“Ow, that hurts!” he whined. His fingertips turned blue and he began to cry and mumble incoherently. The other occupants of the tiny room in the Mayo Memorial Building, an infant and a man covered head to toe by a sheet, did not blink.
Their power switches were turned off.
These “SimMen” — reactive manikins created for students to practice surgery, anesthesia, trauma and image-guidance skills, faced a new set of scalpels as surgery students began practicing in the SimPORTAL last week.
Different departments of the Medical School continuously rotate through the simulation lab, where they primarily “train for rare events they wouldn’t normally have exposure to,” said Dr.Burak Argun, the Center’s first international surgical simulation fellow .
Students work in teams. The dummies are run by SimPORTAL staff and teachers who regulate everything from blood pressure to if the dummy seizures.
“It’s like the Wizard of Oz with the man behind the screen,” Director of Operations for SimPORTAL Troy Reihsen said.
After the procedure, teachers debrief students and question procedural tactics. SimPORTAL’s Curriculum and Assessment Council integrated this active learning into the Medical School’s curriculum.
“For too long it’s been a faculty member standing at the bottom of a big auditorium talking … We can teach people a lot more effectively by engaging them,” said Jane Miller, Director of the Interpersonal Education Resource Center and a member of the Curriculum Council .
Students are not required to spend a certain number of hours in lab. “There’s no magic number. Instead of looking at numbers, we try to train people to proficiency,” Miller said.
Efficiency has increased, as medical students “can be trained on psychomotor skills to the capability of a third-year resident in six months,” Reihsen said.
In a profession where errors like a punctured lung can be grave, students can practice in the lab without fear, Argun said.
And once the students have mastered the basics, like how to tie a knot when stitching a wound, they can focus on ethical decisions like where to tie it, Reihsen said.
Each lab experience is tailored to the residents’ experience level, just as medical procedures are tailored to the patient.
Personalizing procedures is another focus of SimPORTAL and the associated Center for Research in Education and Simulation Technologies.
“The human body acts different in different situations, it’s not like a Boeing Airplane where we built it, so we know how it works,” said Argun.
Research into a new portable simulation might help doctors prepare for variation between patients. Using a CT Scan, doctors could create a patient-specific 3-D model of the body to manipulate and study before a procedure, SimPORTAL Director Robert Sweet said.
At CREST, staff from the Academic Health Center develops new training technology and conducts research on the effectiveness of simulations in nursing, dentistry, medicine and public health, Miller said.
Sweet, who is also the director of CREST, said future research should look into a human factors lab. The lab would create an optimal working environment for medical residents by studying how internal and external factors like “did you drink coffee” or “are you cold?” affect their performance.
Last Thursday SimPORTAL staff applied for a grant from the Recovery Act Limited Competition: Extramural Research Facilities Improvement Program that would fund an Institute for Simulation Sciences, which would house both CREST and SimPORTAL. Sweet said the institute could be in place this winter if they receive the grant.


# REQUIRED ACTION
Give again, exactly and only, the lines running from the one with "Image is 868x418 pixels." to the end of the material below; leave out pictures.

· · · · · · ·

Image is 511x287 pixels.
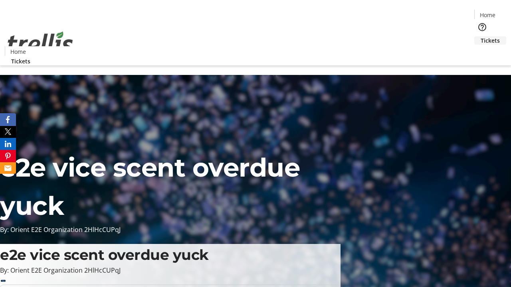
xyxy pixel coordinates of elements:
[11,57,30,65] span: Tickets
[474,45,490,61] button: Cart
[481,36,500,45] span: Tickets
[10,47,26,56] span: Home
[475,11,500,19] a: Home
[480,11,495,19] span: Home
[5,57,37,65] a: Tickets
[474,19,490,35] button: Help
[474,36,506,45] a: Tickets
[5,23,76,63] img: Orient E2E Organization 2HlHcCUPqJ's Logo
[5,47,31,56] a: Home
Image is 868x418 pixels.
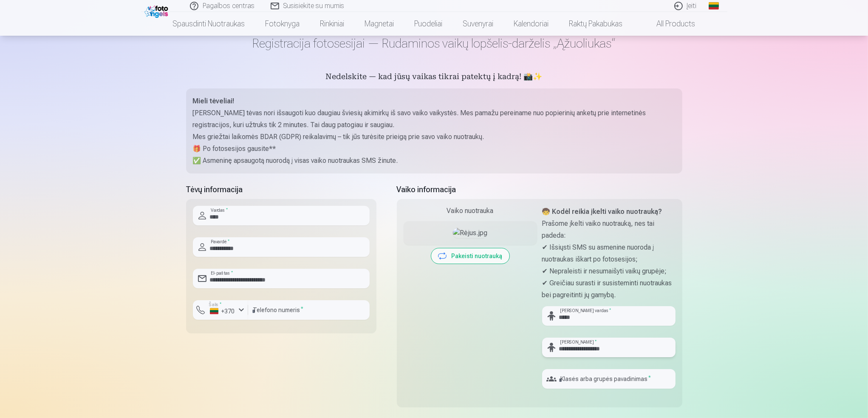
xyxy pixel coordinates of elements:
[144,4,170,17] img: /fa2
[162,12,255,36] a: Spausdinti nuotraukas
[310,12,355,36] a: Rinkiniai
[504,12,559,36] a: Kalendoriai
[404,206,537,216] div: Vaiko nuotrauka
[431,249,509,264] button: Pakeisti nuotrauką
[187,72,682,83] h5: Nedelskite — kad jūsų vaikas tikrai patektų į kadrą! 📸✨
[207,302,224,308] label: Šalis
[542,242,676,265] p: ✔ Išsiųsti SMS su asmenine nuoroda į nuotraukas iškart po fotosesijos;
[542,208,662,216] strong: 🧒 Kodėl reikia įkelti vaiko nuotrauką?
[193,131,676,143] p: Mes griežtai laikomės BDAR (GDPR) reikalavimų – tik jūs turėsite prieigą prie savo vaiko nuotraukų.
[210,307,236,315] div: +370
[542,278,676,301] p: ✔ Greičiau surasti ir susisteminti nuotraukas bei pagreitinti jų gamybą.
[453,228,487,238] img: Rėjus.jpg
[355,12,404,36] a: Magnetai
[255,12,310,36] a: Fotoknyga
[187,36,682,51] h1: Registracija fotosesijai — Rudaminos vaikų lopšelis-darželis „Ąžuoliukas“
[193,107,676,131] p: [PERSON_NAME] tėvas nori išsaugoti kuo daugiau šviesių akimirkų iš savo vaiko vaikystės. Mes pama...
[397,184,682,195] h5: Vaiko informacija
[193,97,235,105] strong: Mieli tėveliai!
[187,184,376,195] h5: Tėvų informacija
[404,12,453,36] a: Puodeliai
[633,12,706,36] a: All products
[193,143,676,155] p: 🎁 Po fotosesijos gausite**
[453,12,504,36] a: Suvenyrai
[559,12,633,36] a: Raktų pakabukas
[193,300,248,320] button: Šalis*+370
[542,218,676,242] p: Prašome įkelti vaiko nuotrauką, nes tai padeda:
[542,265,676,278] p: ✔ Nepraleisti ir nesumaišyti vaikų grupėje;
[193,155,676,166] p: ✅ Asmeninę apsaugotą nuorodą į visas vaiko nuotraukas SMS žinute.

· · · · · · ·

# EXERCISE RESPONSE
Image is 868x418 pixels.
xyxy pixel coordinates of elements:
[144,4,170,17] img: /fa2
[162,12,255,36] a: Spausdinti nuotraukas
[310,12,355,36] a: Rinkiniai
[504,12,559,36] a: Kalendoriai
[404,206,537,216] div: Vaiko nuotrauka
[431,249,509,264] button: Pakeisti nuotrauką
[187,72,682,83] h5: Nedelskite — kad jūsų vaikas tikrai patektų į kadrą! 📸✨
[207,302,224,308] label: Šalis
[542,242,676,265] p: ✔ Išsiųsti SMS su asmenine nuoroda į nuotraukas iškart po fotosesijos;
[542,208,662,216] strong: 🧒 Kodėl reikia įkelti vaiko nuotrauką?
[193,131,676,143] p: Mes griežtai laikomės BDAR (GDPR) reikalavimų – tik jūs turėsite prieigą prie savo vaiko nuotraukų.
[210,307,236,315] div: +370
[542,278,676,301] p: ✔ Greičiau surasti ir susisteminti nuotraukas bei pagreitinti jų gamybą.
[453,228,487,238] img: Rėjus.jpg
[355,12,404,36] a: Magnetai
[255,12,310,36] a: Fotoknyga
[187,36,682,51] h1: Registracija fotosesijai — Rudaminos vaikų lopšelis-darželis „Ąžuoliukas“
[193,107,676,131] p: [PERSON_NAME] tėvas nori išsaugoti kuo daugiau šviesių akimirkų iš savo vaiko vaikystės. Mes pama...
[397,184,682,195] h5: Vaiko informacija
[193,97,235,105] strong: Mieli tėveliai!
[187,184,376,195] h5: Tėvų informacija
[404,12,453,36] a: Puodeliai
[633,12,706,36] a: All products
[193,143,676,155] p: 🎁 Po fotosesijos gausite**
[453,12,504,36] a: Suvenyrai
[559,12,633,36] a: Raktų pakabukas
[193,300,248,320] button: Šalis*+370
[542,218,676,242] p: Prašome įkelti vaiko nuotrauką, nes tai padeda:
[542,265,676,278] p: ✔ Nepraleisti ir nesumaišyti vaikų grupėje;
[193,155,676,166] p: ✅ Asmeninę apsaugotą nuorodą į visas vaiko nuotraukas SMS žinute.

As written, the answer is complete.